Having placed the fowl, hot and juicy, on the table between us, the maid went away, again leaving the door partly open. Blaise promptly attacked the fowl, but I returned to my post of outlook.

”Lack of zeal?” I heard the governor say. ”_Par-dieu,_ where have I let a known Huguenot rest in peace in my provinces since the edicts have been proclaimed? And I have even made Catholics suffer for showing a disposition to s.h.i.+eld heretics. There was that gentleman of this very town--”

”M. de Varion,” put in Montignac.

”Ay, M. de Varion,--a good Catholic. Yet I caused his arrest because he hid his old friend, that Polignart, who had turned heretic. _Mon dieu_, what can I do more? I punish not only heretics, but also those who s.h.i.+eld heretics. Yet the Duke of Guise hints that I lack zeal!”

”As to M. de Varion,” said Montignac; ”what is your intention regarding him?”

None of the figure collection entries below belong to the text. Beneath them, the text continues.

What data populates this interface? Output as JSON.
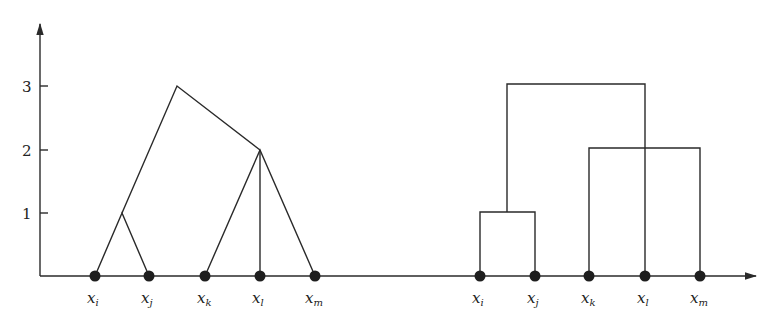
{
  "figure": {
    "y_axis": {
      "ticks": [
        {
          "label": "1",
          "y": 213
        },
        {
          "label": "2",
          "y": 150
        },
        {
          "label": "3",
          "y": 86
        }
      ]
    },
    "left_dendrogram": {
      "style": "slanted",
      "points": [
        {
          "base": "x",
          "sub": "i",
          "x": 95
        },
        {
          "base": "x",
          "sub": "j",
          "x": 149
        },
        {
          "base": "x",
          "sub": "k",
          "x": 205
        },
        {
          "base": "x",
          "sub": "l",
          "x": 260
        },
        {
          "base": "x",
          "sub": "m",
          "x": 315
        }
      ],
      "merges": [
        {
          "members": [
            "x_i",
            "x_j"
          ],
          "height": 1
        },
        {
          "members": [
            "x_k",
            "x_l",
            "x_m"
          ],
          "height": 2
        },
        {
          "members": [
            "{x_i,x_j}",
            "{x_k,x_l,x_m}"
          ],
          "height": 3
        }
      ]
    },
    "right_dendrogram": {
      "style": "rectangular",
      "points": [
        {
          "base": "x",
          "sub": "i",
          "x": 480
        },
        {
          "base": "x",
          "sub": "j",
          "x": 535
        },
        {
          "base": "x",
          "sub": "k",
          "x": 589
        },
        {
          "base": "x",
          "sub": "l",
          "x": 645
        },
        {
          "base": "x",
          "sub": "m",
          "x": 700
        }
      ],
      "merges": [
        {
          "members": [
            "x_i",
            "x_j"
          ],
          "height": 1
        },
        {
          "members": [
            "x_k",
            "x_m"
          ],
          "height": 2
        },
        {
          "members": [
            "{x_i,x_j}",
            "x_l"
          ],
          "height": 3
        }
      ]
    }
  }
}
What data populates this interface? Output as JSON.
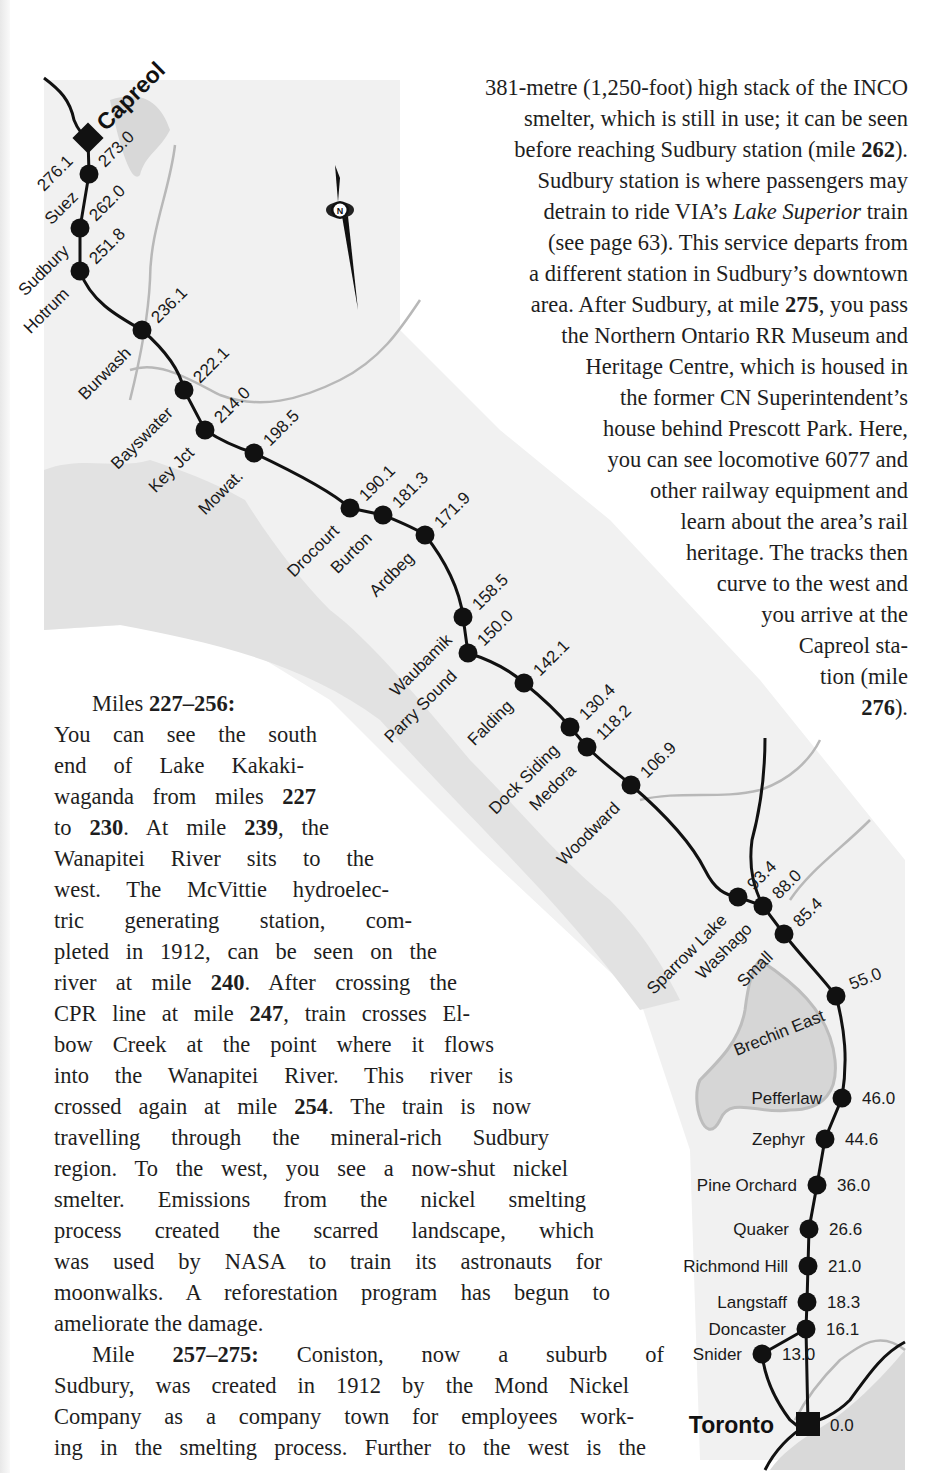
{
  "page": {
    "right_column": {
      "lines": [
        "381-metre (1,250-foot) high stack of the INCO",
        "smelter, which is still in use; it can be seen",
        [
          "before reaching Sudbury station (mile ",
          {
            "b": "262"
          },
          ")."
        ],
        "Sudbury station is where passengers may",
        [
          "detrain to ride VIA’s ",
          {
            "i": "Lake Superior"
          },
          " train"
        ],
        "(see page 63). This service departs from",
        "a different station in Sudbury’s downtown",
        [
          "area. After Sudbury, at mile ",
          {
            "b": "275"
          },
          ", you pass"
        ],
        "the Northern Ontario RR Museum and",
        "Heritage Centre, which is housed in",
        "the former CN Superintendent’s",
        "house behind Prescott Park. Here,",
        "you can see locomotive 6077 and",
        "other railway equipment and",
        "learn about the area’s rail",
        "heritage. The tracks then",
        "curve to the west and",
        "you arrive at the",
        "Capreol sta-",
        "tion (mile",
        [
          {
            "b": "276"
          },
          ")."
        ]
      ]
    },
    "left_column": {
      "lines": [
        {
          "indent": true,
          "parts": [
            "Miles ",
            {
              "b": "227–256:"
            }
          ],
          "last": true
        },
        {
          "parts": [
            "You can see the south"
          ],
          "width": 263
        },
        {
          "parts": [
            "end of Lake Kakaki-"
          ],
          "width": 250
        },
        {
          "parts": [
            "waganda from miles ",
            {
              "b": "227"
            }
          ],
          "width": 262
        },
        {
          "parts": [
            "to ",
            {
              "b": "230"
            },
            ". At mile ",
            {
              "b": "239"
            },
            ", the"
          ],
          "width": 275
        },
        {
          "parts": [
            "Wanapitei River sits to the"
          ],
          "width": 320
        },
        {
          "parts": [
            "west. The McVittie hydroelec-"
          ],
          "width": 335
        },
        {
          "parts": [
            "tric generating station, com-"
          ],
          "width": 358
        },
        {
          "parts": [
            "pleted in 1912, can be seen on the"
          ],
          "width": 383
        },
        {
          "parts": [
            "river at mile ",
            {
              "b": "240"
            },
            ". After crossing the"
          ],
          "width": 403
        },
        {
          "parts": [
            "CPR line at mile ",
            {
              "b": "247"
            },
            ", train crosses El-"
          ],
          "width": 416
        },
        {
          "parts": [
            "bow Creek at the point where it flows"
          ],
          "width": 440
        },
        {
          "parts": [
            "into the Wanapitei River. This river is"
          ],
          "width": 459
        },
        {
          "parts": [
            "crossed again at mile ",
            {
              "b": "254"
            },
            ". The train is now"
          ],
          "width": 477
        },
        {
          "parts": [
            "travelling through the mineral-rich Sudbury"
          ],
          "width": 495
        },
        {
          "parts": [
            "region. To the west, you see a now-shut nickel"
          ],
          "width": 514
        },
        {
          "parts": [
            "smelter. Emissions from the nickel smelting"
          ],
          "width": 532
        },
        {
          "parts": [
            "process created the scarred landscape, which"
          ],
          "width": 540
        },
        {
          "parts": [
            "was used by NASA to train its astronauts for"
          ],
          "width": 548
        },
        {
          "parts": [
            "moonwalks. A reforestation program has begun to"
          ],
          "width": 556
        },
        {
          "parts": [
            "ameliorate the damage."
          ],
          "last": true
        },
        {
          "indent": true,
          "parts": [
            "Mile ",
            {
              "b": "257–275:"
            },
            " Coniston, now a suburb of"
          ],
          "width": 572
        },
        {
          "parts": [
            "Sudbury, was created in 1912 by the Mond Nickel"
          ],
          "width": 575
        },
        {
          "parts": [
            "Company as a company town for employees work-"
          ],
          "width": 580
        },
        {
          "parts": [
            "ing in the smelting process. Further to the west is the"
          ],
          "width": 592
        }
      ]
    }
  },
  "map": {
    "colors": {
      "track": "#111111",
      "land_shade": "#e4e4e4",
      "water": "#d0d0d0",
      "river": "#b5b5b5",
      "band": "#f2f2f2"
    },
    "compass": {
      "label": "N",
      "x": 340,
      "y": 210
    },
    "terminals": [
      {
        "name": "Capreol",
        "mile": "276.1",
        "x": 88,
        "y": 138
      },
      {
        "name": "Toronto",
        "mile": "0.0",
        "x": 808,
        "y": 1424
      }
    ],
    "stations": [
      {
        "name": "Suez",
        "mile": "273.0",
        "x": 89,
        "y": 174,
        "angle": -45
      },
      {
        "name": "Sudbury",
        "mile": "262.0",
        "x": 80,
        "y": 228,
        "angle": -45
      },
      {
        "name": "Hotrum",
        "mile": "251.8",
        "x": 80,
        "y": 271,
        "angle": -45
      },
      {
        "name": "Burwash",
        "mile": "236.1",
        "x": 142,
        "y": 330,
        "angle": -45
      },
      {
        "name": "Bayswater",
        "mile": "222.1",
        "x": 184,
        "y": 390,
        "angle": -45
      },
      {
        "name": "Key Jct",
        "mile": "214.0",
        "x": 205,
        "y": 430,
        "angle": -45
      },
      {
        "name": "Mowat.",
        "mile": "198.5",
        "x": 254,
        "y": 453,
        "angle": -45
      },
      {
        "name": "Drocourt",
        "mile": "190.1",
        "x": 350,
        "y": 508,
        "angle": -45
      },
      {
        "name": "Burton",
        "mile": "181.3",
        "x": 383,
        "y": 515,
        "angle": -45
      },
      {
        "name": "Ardbeg",
        "mile": "171.9",
        "x": 425,
        "y": 535,
        "angle": -45
      },
      {
        "name": "Waubamik",
        "mile": "158.5",
        "x": 463,
        "y": 617,
        "angle": -45
      },
      {
        "name": "Parry Sound",
        "mile": "150.0",
        "x": 468,
        "y": 653,
        "angle": -45
      },
      {
        "name": "Falding",
        "mile": "142.1",
        "x": 524,
        "y": 683,
        "angle": -45
      },
      {
        "name": "Dock Siding",
        "mile": "130.4",
        "x": 570,
        "y": 727,
        "angle": -45
      },
      {
        "name": "Medora",
        "mile": "118.2",
        "x": 587,
        "y": 747,
        "angle": -45
      },
      {
        "name": "Woodward",
        "mile": "106.9",
        "x": 631,
        "y": 785,
        "angle": -45
      },
      {
        "name": "Sparrow Lake",
        "mile": "93.4",
        "x": 738,
        "y": 897,
        "angle": -45
      },
      {
        "name": "Washago",
        "mile": "88.0",
        "x": 763,
        "y": 906,
        "angle": -45
      },
      {
        "name": "Small",
        "mile": "85.4",
        "x": 784,
        "y": 934,
        "angle": -45
      },
      {
        "name": "Brechin East",
        "mile": "55.0",
        "x": 836,
        "y": 996,
        "angle": -22
      },
      {
        "name": "Pefferlaw",
        "mile": "46.0",
        "x": 842,
        "y": 1098,
        "angle": 0
      },
      {
        "name": "Zephyr",
        "mile": "44.6",
        "x": 825,
        "y": 1139,
        "angle": 0
      },
      {
        "name": "Pine Orchard",
        "mile": "36.0",
        "x": 817,
        "y": 1185,
        "angle": 0
      },
      {
        "name": "Quaker",
        "mile": "26.6",
        "x": 809,
        "y": 1229,
        "angle": 0
      },
      {
        "name": "Richmond Hill",
        "mile": "21.0",
        "x": 808,
        "y": 1266,
        "angle": 0
      },
      {
        "name": "Langstaff",
        "mile": "18.3",
        "x": 807,
        "y": 1302,
        "angle": 0
      },
      {
        "name": "Doncaster",
        "mile": "16.1",
        "x": 806,
        "y": 1329,
        "angle": 0
      },
      {
        "name": "Snider",
        "mile": "13.0",
        "x": 762,
        "y": 1354,
        "angle": 0
      }
    ]
  }
}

”To make an example of him, that hereafter no Catholic will dare shelter a Huguenot on the score of old friends.h.i.+p. Let him remain a prisoner in the chateau of Fleurier until the judges, whom I will instruct, shall find him guilty of treason. Then his body shall hang at the chateau gate for the nourishment of the crows.”

”Fortunately,” said Montignac listlessly, ”he has no family to give trouble afterward.”

”No son,” replied the governor. ”Did not M. de Brissard say that there was a daughter?”

”Yes, an unmarried daughter who was visiting some bourgeois relation in Bourges at the time of her father's arrest.”